Time is something most people rarely seem to have enough of, except in the case of 18-year old Lynn Schulze, who was last seen walking across the Middlebury College campus more than 4 decades ago.
Middlebury Police Officer Vegar Boe is the 6th investigator assigned to find out what happened to this bright Connecticut teenager.
"I have her picture sitting right on my desk and I see it every day," said Boe.
According to the Middlebury Police report, on December 10th, 1971, Lynne was walking with friends on the Middlebury Campus on her way to an exam.
"For some reason she leaves the group to go back to her room," said Boe.
And that's when the home sick teenager, who was just days away from going home to her family for winter break, appeared to simply vanish.
"None of it makes sense. It's not like my sister to decide no, I'm not going to do this, and just take off," said Lynne's sister Anne Schulze.
Time worked against this case from the start.
Because 6 days passed before Lynne was reported missing, before police launched their investigation and, more importantly, before they started questioning people who were the last to see her.
"The more time between the incident they saw and the time it takes for you to interview them obviously, the memory is going to start to diminish," said Boe.
While investigators tried to play catch up on a case that got a head start without them, Lynne
Schulze's family tried to make sense out of the unthinkable.
"It turned out family upside down and completely changed all of our lives," said Anne Schulze.
Once news of her disappearance began to spread, police started receiving reports from people who claimed to have seen Lynn Schulze all over Vermont, hitchhiking and getting on a bus.
The most credible sighting came from a Colchester Police officer who reported seeing Lynne on Church Street in Burlington with a group of people, fueling speculation that she simply dropped out of society.
"It was very difficult to dispel that," said Anne Schulze.
She says she doesn't buy that notion today, that her sister left on her own will, and neither does the investigator who now handles Lynne's case.
"Something violent happened to Lynn, that she was somehow taken against her will and that she was the result of foul play," said Boe.
Forty-one years later time continues to impact this case.
Any clues on the Middlebury campus have long since vanished, and Boe says many of the people who could still shed some light are no longer alive or around.
"Now I don't even have someone to talk to and that's very frustrating," said Boe.
That means that what police and Lynne's family could really use is a miracle.
"What I need is someone to come forward and say, hi I'm Lynne this is why I left," said Boe.
Despite the odds of that miracle happening, both Vegar Boe and Anne Schulze say they still hold out hope in a case with so few clues and too much time.
"Because there is an answer somewhere, there really is an answer and we hope it will be in this lifetime," said Anne Schulze.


> EXERCISE PROMPT
The word "Home" marks the lines to copy; find all of them in the entries below.

> MATERIAL SUPPLIED
# # # #
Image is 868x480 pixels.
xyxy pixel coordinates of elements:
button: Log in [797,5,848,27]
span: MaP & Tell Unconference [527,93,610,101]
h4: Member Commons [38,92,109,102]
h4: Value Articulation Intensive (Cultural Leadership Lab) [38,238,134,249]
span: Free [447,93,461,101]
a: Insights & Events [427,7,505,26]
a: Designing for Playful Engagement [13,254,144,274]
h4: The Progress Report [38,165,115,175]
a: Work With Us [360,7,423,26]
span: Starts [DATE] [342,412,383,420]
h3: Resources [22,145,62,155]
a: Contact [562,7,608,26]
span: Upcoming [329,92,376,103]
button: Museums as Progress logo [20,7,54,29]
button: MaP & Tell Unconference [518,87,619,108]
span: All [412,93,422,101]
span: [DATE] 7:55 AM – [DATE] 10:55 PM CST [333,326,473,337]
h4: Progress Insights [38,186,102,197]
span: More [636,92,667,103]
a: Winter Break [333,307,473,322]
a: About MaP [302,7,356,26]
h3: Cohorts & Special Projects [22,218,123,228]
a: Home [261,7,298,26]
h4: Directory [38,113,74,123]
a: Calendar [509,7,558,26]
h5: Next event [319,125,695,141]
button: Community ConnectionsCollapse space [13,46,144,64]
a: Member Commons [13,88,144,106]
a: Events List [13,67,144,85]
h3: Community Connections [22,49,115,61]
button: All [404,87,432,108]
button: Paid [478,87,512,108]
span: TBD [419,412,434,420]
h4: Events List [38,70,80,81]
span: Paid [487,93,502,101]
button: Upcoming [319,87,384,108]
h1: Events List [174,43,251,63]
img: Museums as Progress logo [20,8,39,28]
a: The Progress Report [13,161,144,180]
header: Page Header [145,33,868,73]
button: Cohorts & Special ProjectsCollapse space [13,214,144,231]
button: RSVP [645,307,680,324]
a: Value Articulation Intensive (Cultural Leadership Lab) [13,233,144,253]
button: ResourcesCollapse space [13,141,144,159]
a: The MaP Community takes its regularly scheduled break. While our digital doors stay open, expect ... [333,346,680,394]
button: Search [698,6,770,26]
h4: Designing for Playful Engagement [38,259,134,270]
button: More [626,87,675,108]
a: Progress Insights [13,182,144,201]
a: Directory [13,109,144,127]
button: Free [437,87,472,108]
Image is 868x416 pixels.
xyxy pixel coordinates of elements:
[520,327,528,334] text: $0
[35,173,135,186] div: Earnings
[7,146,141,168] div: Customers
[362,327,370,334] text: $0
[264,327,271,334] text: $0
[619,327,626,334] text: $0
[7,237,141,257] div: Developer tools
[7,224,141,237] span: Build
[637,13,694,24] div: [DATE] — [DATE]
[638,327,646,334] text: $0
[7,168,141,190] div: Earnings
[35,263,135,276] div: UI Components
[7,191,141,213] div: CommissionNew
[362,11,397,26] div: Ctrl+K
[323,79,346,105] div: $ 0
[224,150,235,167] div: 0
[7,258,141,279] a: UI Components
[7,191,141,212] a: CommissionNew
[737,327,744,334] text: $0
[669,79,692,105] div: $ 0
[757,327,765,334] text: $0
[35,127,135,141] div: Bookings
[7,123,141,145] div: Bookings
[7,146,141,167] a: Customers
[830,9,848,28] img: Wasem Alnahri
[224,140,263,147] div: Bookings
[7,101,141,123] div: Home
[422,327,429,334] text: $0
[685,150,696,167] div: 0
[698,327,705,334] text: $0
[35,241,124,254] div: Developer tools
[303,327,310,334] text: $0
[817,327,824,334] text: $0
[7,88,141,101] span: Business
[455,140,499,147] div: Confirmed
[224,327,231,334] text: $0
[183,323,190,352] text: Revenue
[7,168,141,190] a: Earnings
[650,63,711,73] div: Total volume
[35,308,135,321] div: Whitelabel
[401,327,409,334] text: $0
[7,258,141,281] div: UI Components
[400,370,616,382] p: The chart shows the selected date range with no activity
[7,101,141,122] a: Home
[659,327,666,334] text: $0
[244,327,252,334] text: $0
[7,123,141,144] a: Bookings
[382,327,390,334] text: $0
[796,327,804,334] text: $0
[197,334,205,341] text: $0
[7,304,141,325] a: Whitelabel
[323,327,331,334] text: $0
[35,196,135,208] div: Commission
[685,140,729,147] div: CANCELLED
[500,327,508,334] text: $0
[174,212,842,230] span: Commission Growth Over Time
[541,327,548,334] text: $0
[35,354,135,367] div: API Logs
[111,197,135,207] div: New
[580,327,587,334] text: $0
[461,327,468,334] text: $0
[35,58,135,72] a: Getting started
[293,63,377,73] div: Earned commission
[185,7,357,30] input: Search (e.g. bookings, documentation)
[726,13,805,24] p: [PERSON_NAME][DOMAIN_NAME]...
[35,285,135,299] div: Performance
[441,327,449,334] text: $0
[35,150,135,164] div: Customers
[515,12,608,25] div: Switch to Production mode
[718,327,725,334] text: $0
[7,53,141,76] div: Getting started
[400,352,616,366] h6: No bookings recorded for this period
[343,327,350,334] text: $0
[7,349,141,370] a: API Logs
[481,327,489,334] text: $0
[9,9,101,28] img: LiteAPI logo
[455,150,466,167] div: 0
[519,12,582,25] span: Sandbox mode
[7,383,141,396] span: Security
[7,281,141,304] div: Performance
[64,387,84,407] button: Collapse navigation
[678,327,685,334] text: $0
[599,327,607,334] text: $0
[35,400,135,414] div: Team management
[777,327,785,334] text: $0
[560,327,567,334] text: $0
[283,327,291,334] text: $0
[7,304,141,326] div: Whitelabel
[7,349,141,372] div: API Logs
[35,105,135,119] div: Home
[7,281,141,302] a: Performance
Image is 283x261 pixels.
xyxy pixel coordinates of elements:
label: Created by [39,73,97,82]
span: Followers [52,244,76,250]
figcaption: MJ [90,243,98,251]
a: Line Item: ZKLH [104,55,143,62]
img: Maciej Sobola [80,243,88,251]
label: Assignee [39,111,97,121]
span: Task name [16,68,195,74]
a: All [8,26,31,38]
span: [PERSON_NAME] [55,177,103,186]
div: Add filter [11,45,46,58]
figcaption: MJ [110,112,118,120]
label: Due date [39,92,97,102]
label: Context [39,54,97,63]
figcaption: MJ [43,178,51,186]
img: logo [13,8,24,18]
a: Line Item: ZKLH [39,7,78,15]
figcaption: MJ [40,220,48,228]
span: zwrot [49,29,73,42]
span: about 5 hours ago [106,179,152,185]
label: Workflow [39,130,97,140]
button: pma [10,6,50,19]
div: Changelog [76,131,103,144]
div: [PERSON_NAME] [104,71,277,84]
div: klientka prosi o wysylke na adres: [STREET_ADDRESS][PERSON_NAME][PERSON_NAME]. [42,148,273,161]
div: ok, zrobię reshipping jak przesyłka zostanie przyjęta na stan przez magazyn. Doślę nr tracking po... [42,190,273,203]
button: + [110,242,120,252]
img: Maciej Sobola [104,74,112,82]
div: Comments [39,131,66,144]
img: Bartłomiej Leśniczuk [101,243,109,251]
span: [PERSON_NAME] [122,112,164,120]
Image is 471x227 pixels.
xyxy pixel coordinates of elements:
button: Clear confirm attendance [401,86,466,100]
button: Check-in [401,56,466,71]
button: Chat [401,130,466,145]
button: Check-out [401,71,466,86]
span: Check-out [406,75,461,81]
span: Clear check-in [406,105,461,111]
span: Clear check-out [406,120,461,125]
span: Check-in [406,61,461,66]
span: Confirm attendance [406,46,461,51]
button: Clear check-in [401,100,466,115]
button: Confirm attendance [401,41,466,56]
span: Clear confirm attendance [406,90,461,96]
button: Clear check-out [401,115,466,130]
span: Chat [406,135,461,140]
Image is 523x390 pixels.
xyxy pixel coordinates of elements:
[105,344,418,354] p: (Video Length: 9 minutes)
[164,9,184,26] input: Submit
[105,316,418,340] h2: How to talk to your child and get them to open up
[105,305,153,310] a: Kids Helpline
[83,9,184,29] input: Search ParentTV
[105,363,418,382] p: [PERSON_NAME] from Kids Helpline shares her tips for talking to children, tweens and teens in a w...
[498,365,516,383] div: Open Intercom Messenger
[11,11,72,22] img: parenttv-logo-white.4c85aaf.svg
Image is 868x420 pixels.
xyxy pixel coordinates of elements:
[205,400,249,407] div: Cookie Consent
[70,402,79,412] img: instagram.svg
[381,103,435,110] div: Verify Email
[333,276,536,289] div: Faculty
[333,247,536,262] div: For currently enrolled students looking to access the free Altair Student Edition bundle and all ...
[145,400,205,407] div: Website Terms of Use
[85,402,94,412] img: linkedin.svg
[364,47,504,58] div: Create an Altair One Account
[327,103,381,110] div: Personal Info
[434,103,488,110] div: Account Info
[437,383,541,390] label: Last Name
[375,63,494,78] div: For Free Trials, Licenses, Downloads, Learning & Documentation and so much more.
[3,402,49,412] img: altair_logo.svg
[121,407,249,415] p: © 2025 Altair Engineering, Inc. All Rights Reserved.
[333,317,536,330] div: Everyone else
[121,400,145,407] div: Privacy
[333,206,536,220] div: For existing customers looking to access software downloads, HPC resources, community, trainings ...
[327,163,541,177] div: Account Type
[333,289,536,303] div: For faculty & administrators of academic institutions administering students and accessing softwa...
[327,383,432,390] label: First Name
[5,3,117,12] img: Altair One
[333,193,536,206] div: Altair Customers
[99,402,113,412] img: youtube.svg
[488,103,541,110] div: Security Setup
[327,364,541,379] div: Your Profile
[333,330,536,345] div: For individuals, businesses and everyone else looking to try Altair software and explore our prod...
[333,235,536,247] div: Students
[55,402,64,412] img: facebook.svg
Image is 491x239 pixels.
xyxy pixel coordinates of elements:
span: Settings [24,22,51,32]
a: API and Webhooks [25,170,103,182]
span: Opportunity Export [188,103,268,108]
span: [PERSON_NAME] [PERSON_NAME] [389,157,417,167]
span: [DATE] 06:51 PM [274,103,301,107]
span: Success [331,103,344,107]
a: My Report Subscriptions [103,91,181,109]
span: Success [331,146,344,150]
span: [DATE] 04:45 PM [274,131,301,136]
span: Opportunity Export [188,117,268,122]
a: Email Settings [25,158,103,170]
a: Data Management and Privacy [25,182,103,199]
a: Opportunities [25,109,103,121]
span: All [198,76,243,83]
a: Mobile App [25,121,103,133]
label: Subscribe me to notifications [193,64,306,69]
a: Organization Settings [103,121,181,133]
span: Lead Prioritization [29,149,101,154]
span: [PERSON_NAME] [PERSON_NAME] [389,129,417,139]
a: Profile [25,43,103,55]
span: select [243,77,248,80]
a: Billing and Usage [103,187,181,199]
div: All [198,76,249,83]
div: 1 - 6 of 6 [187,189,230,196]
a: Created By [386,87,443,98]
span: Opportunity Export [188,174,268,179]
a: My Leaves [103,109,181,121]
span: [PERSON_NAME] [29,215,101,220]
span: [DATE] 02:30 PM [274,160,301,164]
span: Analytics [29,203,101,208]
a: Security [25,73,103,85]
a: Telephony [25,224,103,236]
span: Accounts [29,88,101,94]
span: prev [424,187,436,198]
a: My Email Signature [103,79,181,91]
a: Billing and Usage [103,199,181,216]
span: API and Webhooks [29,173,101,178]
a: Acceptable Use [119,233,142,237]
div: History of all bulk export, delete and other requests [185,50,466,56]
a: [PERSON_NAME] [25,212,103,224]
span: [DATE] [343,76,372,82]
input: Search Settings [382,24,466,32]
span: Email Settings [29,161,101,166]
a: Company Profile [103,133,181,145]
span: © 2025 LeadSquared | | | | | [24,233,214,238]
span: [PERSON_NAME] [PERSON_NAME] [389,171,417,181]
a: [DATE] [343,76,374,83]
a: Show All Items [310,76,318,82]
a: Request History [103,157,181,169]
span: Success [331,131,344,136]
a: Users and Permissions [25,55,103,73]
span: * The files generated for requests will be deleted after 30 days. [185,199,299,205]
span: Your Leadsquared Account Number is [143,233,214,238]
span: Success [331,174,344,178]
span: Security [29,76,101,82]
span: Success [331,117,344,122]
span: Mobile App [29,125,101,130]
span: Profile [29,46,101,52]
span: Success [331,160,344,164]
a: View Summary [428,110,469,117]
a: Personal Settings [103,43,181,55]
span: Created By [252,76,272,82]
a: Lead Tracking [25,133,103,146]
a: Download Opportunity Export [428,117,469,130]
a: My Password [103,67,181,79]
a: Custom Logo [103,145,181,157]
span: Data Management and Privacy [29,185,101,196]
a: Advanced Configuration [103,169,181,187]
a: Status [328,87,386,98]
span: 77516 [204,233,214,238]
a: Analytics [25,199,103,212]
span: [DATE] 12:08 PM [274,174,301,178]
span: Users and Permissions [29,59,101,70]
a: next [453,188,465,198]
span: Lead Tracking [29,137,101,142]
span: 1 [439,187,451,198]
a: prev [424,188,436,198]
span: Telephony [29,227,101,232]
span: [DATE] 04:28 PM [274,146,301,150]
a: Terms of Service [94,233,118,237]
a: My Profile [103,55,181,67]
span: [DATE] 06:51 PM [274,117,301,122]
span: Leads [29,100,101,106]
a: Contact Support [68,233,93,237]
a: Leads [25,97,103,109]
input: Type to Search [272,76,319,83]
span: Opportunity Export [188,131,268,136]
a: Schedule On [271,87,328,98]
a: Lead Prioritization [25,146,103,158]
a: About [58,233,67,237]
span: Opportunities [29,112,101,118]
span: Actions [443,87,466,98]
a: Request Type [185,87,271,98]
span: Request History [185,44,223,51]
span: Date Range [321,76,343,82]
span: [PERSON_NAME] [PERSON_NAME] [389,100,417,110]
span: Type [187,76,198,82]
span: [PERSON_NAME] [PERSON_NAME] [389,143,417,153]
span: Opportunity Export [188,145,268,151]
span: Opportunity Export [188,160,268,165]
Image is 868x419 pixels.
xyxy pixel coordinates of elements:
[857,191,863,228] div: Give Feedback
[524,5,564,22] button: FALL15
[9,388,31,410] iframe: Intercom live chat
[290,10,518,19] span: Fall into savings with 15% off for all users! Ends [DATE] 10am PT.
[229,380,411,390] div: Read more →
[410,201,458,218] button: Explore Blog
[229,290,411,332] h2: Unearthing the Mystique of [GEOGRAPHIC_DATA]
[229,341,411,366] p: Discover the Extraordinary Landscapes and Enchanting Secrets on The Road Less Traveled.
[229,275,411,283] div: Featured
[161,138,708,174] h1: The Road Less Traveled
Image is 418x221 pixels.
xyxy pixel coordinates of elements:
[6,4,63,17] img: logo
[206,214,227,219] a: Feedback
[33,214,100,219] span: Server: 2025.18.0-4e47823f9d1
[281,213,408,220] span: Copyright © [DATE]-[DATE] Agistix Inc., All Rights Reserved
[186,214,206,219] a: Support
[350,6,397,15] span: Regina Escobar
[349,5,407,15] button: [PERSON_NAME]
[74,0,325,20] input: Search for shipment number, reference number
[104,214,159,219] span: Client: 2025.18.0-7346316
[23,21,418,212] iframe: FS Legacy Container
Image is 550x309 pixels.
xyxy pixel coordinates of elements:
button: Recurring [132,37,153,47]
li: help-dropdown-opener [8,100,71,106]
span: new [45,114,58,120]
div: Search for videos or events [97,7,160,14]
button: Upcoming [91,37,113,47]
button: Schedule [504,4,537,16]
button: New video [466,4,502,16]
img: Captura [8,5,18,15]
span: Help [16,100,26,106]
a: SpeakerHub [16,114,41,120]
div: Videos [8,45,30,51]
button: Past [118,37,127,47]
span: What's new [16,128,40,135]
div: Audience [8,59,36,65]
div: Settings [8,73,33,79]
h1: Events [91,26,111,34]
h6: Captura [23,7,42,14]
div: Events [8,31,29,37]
# # # #
> SOLUTION TO THIS EXERCISE
a: Home [261,7,298,26]
[7,101,141,123] div: Home
[7,101,141,122] a: Home
[35,105,135,119] div: Home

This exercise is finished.